Michael Bushman wrote:If all plants and animals have their use and shouldn't be killed off, then nothing man does is bad.
(quote, Bushman) "Planting a food forest is just as much agriculture as is plowing up a field and pouring chemicals on it, we are modifying our environment to better suit us. One is certainly more sustainable than the other ..."
Lol. Several things...
1. Did I ever say killing hogweed was bad? Or did I say the niche it occupies should be considered first and that it also had uses?
2. You assume because humans gave themselves the categorization of "animal" that we are like all other animals? Like most human designations, we are hypocritical with this application.
When we want to justify behavior with a "you or they do it too" mentality ...we INCLUDE ourselves in a larger group (be it the animal kingdom, politics, race or religion)
When we are in our elitist, self aggrandizing , destruction mode, we are exclusive elevating ourselves over other groups, be it all other living plants and animals, other religions or political parties,other races or countries..etc.
This dissonance destroys not only our sense of self, but also our connection with life on the planet..it is how we are capable of killing so nonchalantly.
It also confirms we are an aberration.
We are capable of doing great harm to the planet and all who inhabit it, then capable of shades of lies and compartmentalization so we can ignore or try to justify what we do.
It ALL comes out in the end, as we reap what we have sown and not what we lie or justify to ourselves about what we have sown.
Planting a food forest may or may not be either agriculture or permaculture, but it does not have to be either.
Humans are unlike any other living entity on the planet . We are an aberration.
All animals either work within nature or they die out. Humans routinely work against nature and themselves. We tend to be very, very self centered and oblivious to our connections with everything else on the planet.
I have a food forest. I did not cultivate anything. Instead, I introduced animals to my gardens then let then wander in my woods. They dropped their feces and all kinds of stuff began to grow there.
It is a woods. No plow. No swales, No shovels, pick axes, fertilizers, herbicides, pesticides, no direct cultivation by man. None. Not even a stick or sed dropping.
All food thus far was introduced by animals, but I opened a large portion of my garden for this and did chase some or gently herd others into the woods. The squirrels did a lot.
Lots of garden escapees there, and every year it is more diverse and profuse.
There are even plants and flowers beginning to grow that I never had in my garden. It is wondrous.
From quince to persimmon, huckleberries, gooseberry brambles, taro, wild yams, elderberries, raspberries, strawberries, kale, dandelions, poke, tons of stuff...and I never do a thing.
My flora has increased in diversity also with all kinds of birds, frogs and insects ..I have more humming birds and finches than I have ever seen in my life .
The only permaculture in my food forest has been in me giving it a zone designation.
I have too many herbs in there to count, numerous greens, edible roots, wild tomatoes and other fruits, great mushrooms too.
I may introduce potatoes in there....
My engineering of this, was simply to herd animals in to clear paths, eat ticks, and drop spore.
I pick as I go on walks and come back with a bounty. It is not a glade, but the woods are not dense..
Food forests can be a component of permaculture BUT not all food forests perform either permaculture or agriculture.
To foment my own forest, I only planned to share my bounty with the creatures in it..and my now rich forest/woods are what they all gave back in return.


▶ **TASK STATEMENT**:
Every line in the records below with the string "visible" needs to be copied out.

START DATA FOR THIS TASK

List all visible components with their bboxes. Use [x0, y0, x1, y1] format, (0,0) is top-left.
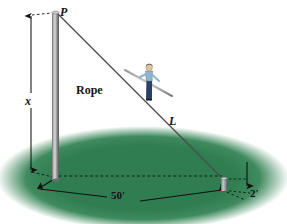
geometry-figure: P x L Rope 50' 2'	[0, 0, 287, 224]
figure-canvas	[0, 0, 287, 224]
pole	[52, 11, 59, 182]
tightrope-walker	[125, 64, 172, 100]
label-point-p: P	[60, 6, 67, 18]
stake	[221, 177, 227, 191]
label-pole-height: x	[25, 95, 31, 107]
walker-legs	[148, 79, 151, 99]
label-rope: Rope	[76, 84, 103, 96]
label-stake-height: 2'	[250, 188, 259, 199]
label-rope-length: L	[169, 115, 176, 127]
label-ground-distance: 50'	[111, 190, 125, 201]
walker-torso	[146, 71, 153, 81]
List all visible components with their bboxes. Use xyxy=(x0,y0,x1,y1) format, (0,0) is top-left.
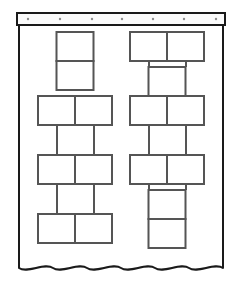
left-row-5-cell-2[interactable] xyxy=(75,214,112,243)
left-row-3-cell-1[interactable] xyxy=(38,96,75,125)
right-row-2-cell-1[interactable] xyxy=(149,67,186,96)
left-row-3-cell-2[interactable] xyxy=(75,96,112,125)
right-row-3-cell-1[interactable] xyxy=(130,96,167,125)
right-row-6-cell-1[interactable] xyxy=(149,219,186,248)
left-row-5-cell-1[interactable] xyxy=(38,214,75,243)
left-row-4-cell-2[interactable] xyxy=(75,155,112,184)
left-row-4-cell-1[interactable] xyxy=(38,155,75,184)
curtain-diagram xyxy=(0,0,241,286)
grommet-4 xyxy=(121,18,123,20)
grommet-6 xyxy=(183,18,185,20)
grommet-5 xyxy=(152,18,154,20)
grommet-3 xyxy=(91,18,93,20)
right-row-1-cell-2[interactable] xyxy=(167,32,204,61)
left-row-2-cell-1[interactable] xyxy=(57,61,94,90)
right-row-3-cell-2[interactable] xyxy=(167,96,204,125)
grommet-1 xyxy=(27,18,29,20)
right-row-5-cell-1[interactable] xyxy=(149,190,186,219)
grommet-7 xyxy=(215,18,217,20)
right-row-4-cell-2[interactable] xyxy=(167,155,204,184)
diagram-canvas xyxy=(0,0,241,286)
right-row-1-cell-1[interactable] xyxy=(130,32,167,61)
right-row-4-cell-1[interactable] xyxy=(130,155,167,184)
grommet-2 xyxy=(59,18,61,20)
left-row-1-cell-1[interactable] xyxy=(57,32,94,61)
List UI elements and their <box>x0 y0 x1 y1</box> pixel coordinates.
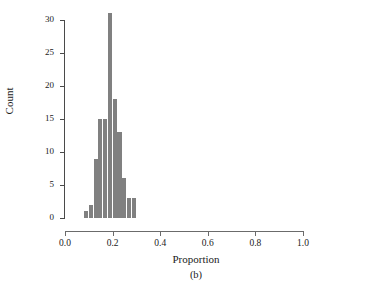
x-tick-label: 1.0 <box>283 238 323 249</box>
y-tick-mark <box>60 86 64 87</box>
x-tick-label: 0.6 <box>188 238 228 249</box>
histogram-bar <box>84 211 88 218</box>
histogram-bar <box>98 119 102 218</box>
x-tick-label: 0.0 <box>45 238 85 249</box>
x-tick-mark <box>208 231 209 236</box>
x-axis-title: Proportion <box>0 253 392 265</box>
panel-label: (b) <box>0 269 392 280</box>
y-tick-label: 0 <box>14 213 54 222</box>
histogram-bar <box>89 205 93 218</box>
y-tick-label: 5 <box>14 180 54 189</box>
histogram-bar <box>113 99 117 218</box>
histogram-bar <box>94 159 98 218</box>
y-tick-mark <box>60 53 64 54</box>
x-tick-label: 0.4 <box>140 238 180 249</box>
x-tick-mark <box>255 231 256 236</box>
y-tick-label: 30 <box>14 15 54 24</box>
y-tick-label: 10 <box>14 147 54 156</box>
y-tick-mark <box>60 185 64 186</box>
y-tick-mark <box>60 218 64 219</box>
y-tick-label: 15 <box>14 114 54 123</box>
y-axis-title: Count <box>3 66 15 136</box>
x-tick-label: 0.8 <box>235 238 275 249</box>
x-axis-line <box>65 231 304 232</box>
histogram-bar <box>117 132 121 218</box>
y-tick-label: 20 <box>14 81 54 90</box>
x-tick-mark <box>113 231 114 236</box>
x-tick-mark <box>65 231 66 236</box>
y-tick-mark <box>60 20 64 21</box>
histogram-figure: 051015202530 Count 0.00.20.40.60.81.0 Pr… <box>0 0 392 294</box>
y-tick-mark <box>60 119 64 120</box>
histogram-bar <box>127 198 131 218</box>
histogram-bar <box>132 198 136 218</box>
histogram-bar <box>103 119 107 218</box>
y-tick-mark <box>60 152 64 153</box>
histogram-bar <box>122 178 126 218</box>
x-tick-label: 0.2 <box>93 238 133 249</box>
x-tick-mark <box>160 231 161 236</box>
plot-area <box>65 20 303 218</box>
x-tick-mark <box>303 231 304 236</box>
y-tick-label: 25 <box>14 48 54 57</box>
histogram-bar <box>108 13 112 218</box>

END DATA FOR THIS TASK

▶ **RESULT**:
List all visible components with their bboxes. Use [x0, y0, x1, y1] format, (0,0) is top-left.
List all visible components with their bboxes. Use xyxy=(x0,y0,x1,y1) format, (0,0) is top-left.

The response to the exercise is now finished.